Of course, a conventional thinker probably wouldn’t build a course in Inverness in the first place. The facades of the white wooden houses and businesses that line the main street bear the scars of years of financial difficulty. Paint is peeling, porches need mending. Since the turn of the 20th century, the economy of this town on Cape Breton’s west coast had been driven by coal mining. By the end of World War II, the mines began to decline and by the 1960s they’d disappeared altogether. The dissolution of the town’s primary industry left it searching for a fallback that could replace some of the lost jobs. In the meantime, the mine site lay still, as if time had stopped.

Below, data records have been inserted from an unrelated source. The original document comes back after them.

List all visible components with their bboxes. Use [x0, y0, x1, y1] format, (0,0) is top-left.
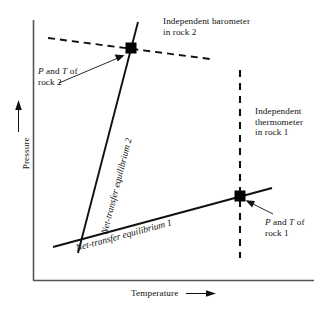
pt-rock1-of-text: of	[294, 217, 304, 227]
x-axis-label: Temperature	[131, 288, 178, 299]
marker-pt-rock1	[235, 191, 246, 202]
barometer-annotation-line-2: in rock 2	[163, 27, 197, 37]
thermometer-annotation-line-3: in rock 1	[255, 127, 289, 137]
x-axis-arrow-icon	[186, 290, 216, 297]
pt-rock2-annotation: P and T of rock 2	[38, 66, 78, 87]
arrow-to-rock1-marker-icon	[246, 200, 274, 214]
pt-rock1-annotation: P and T of rock 1	[265, 217, 305, 238]
pt-rock2-and-text: and	[44, 66, 62, 76]
pt-rock2-line-2: rock 2	[38, 77, 62, 87]
marker-pt-rock2	[126, 43, 137, 54]
thermometer-annotation-line-2: thermometer	[255, 117, 303, 127]
barometer-annotation-line-1: Independent barometer	[163, 16, 250, 26]
thermometer-annotation-line-1: Independent	[255, 106, 302, 116]
pt-diagram-figure: Net-transfer equilibrium 1 Net-transfer …	[0, 0, 331, 309]
pt-rock1-line-2: rock 1	[265, 228, 289, 238]
pt-rock2-of-text: of	[67, 66, 77, 76]
plot-canvas	[0, 0, 331, 309]
y-axis-label: Pressure	[21, 124, 32, 182]
independent-barometer-annotation: Independent barometer in rock 2	[163, 16, 250, 37]
independent-thermometer-annotation: Independent thermometer in rock 1	[255, 106, 303, 138]
pt-rock1-and-text: and	[271, 217, 289, 227]
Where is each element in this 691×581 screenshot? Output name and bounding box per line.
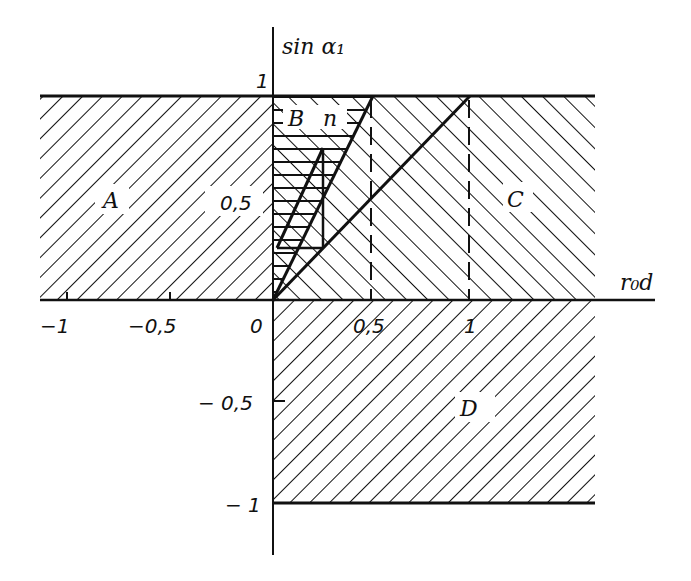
x-axis-label: r₀d bbox=[620, 270, 653, 295]
region-label-b: B bbox=[287, 106, 304, 131]
y-axis-label: sin α₁ bbox=[282, 34, 345, 59]
x-tick-label-05: 0,5 bbox=[353, 314, 385, 338]
region-label-n: n bbox=[323, 106, 337, 131]
region-label-d: D bbox=[459, 396, 478, 421]
x-tick-label-1: 1 bbox=[464, 314, 477, 338]
x-tick-label-neg1: −1 bbox=[40, 314, 69, 338]
x-tick-label-0: 0 bbox=[250, 314, 263, 338]
region-d bbox=[273, 300, 595, 503]
region-diagram: sin α₁ r₀d A B n C D −1 −0,5 0 0,5 1 1 0… bbox=[0, 0, 691, 581]
region-label-a: A bbox=[101, 188, 119, 213]
y-tick-label-05: 0,5 bbox=[220, 191, 252, 215]
y-tick-label-neg05: − 0,5 bbox=[198, 391, 253, 415]
y-tick-label-neg1: − 1 bbox=[225, 493, 261, 517]
y-tick-label-1: 1 bbox=[256, 69, 269, 93]
region-label-c: C bbox=[507, 187, 524, 212]
x-tick-label-neg05: −0,5 bbox=[128, 314, 177, 338]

A two-hour drive north, the fabled Highlands Links course (designed by Stanley Thompson) has been, for 70 years, a sustaining factor for the communities of the Ingonish area. The Inverness economic development committee began to ask themselves the obvious question about the land that sat empty just off the main street. Could golf save their town as well?

Before golf can rescue whole communities, however, it has to rescue itself. The current model of the American “golf town” is the gated community, set off in self-exile from the rush of the real world. On some links courses in the U.K., the proximity of the town is part of the fabric of the game, and an extremely errant shot might have a chance of hitting the local pub. But on newer North American courses you’re more likely to hit someone’s retirement bungalow.

Keiser and new minimalists like American designer Tom Doak, who conceived Bandon’s Pacific Dunes, and Canadian architect Rod Whitman, who’s designing Cabot Links, are engaged in a rearguard action that is bringing golf back to its roots. In his 1996 book The Confidential Guide to Golf Courses, Doak celebrates courses like Nebraska’s Sand Hills, where architects Bill Coore and Ben Crenshaw literally “found” the golf holes, moving almost no land. (Keiser, fittingly, was a founding member.) Even the new breed of push carts and stand bags is giving golfers a chance to reconnect with the turf. And with more and more golf courses gaining certification as Audubon sanctuaries and following tougher pesticide regulations, the game itself is greening up.

Cabot Links should open to the public at the start of the 2010 golf season. For John MacIsaac, a local school-board administrator who was instrumental in floating the idea, the opening of the course means more than just a new place to ply his pastime. “I’ll be there before the sun rises, trying to grab that first tee time,” he says. “This course is going to mean a lot to this town, and I want to be there to see a new beginning.”

Maybe golf can be good – as it was meant to be.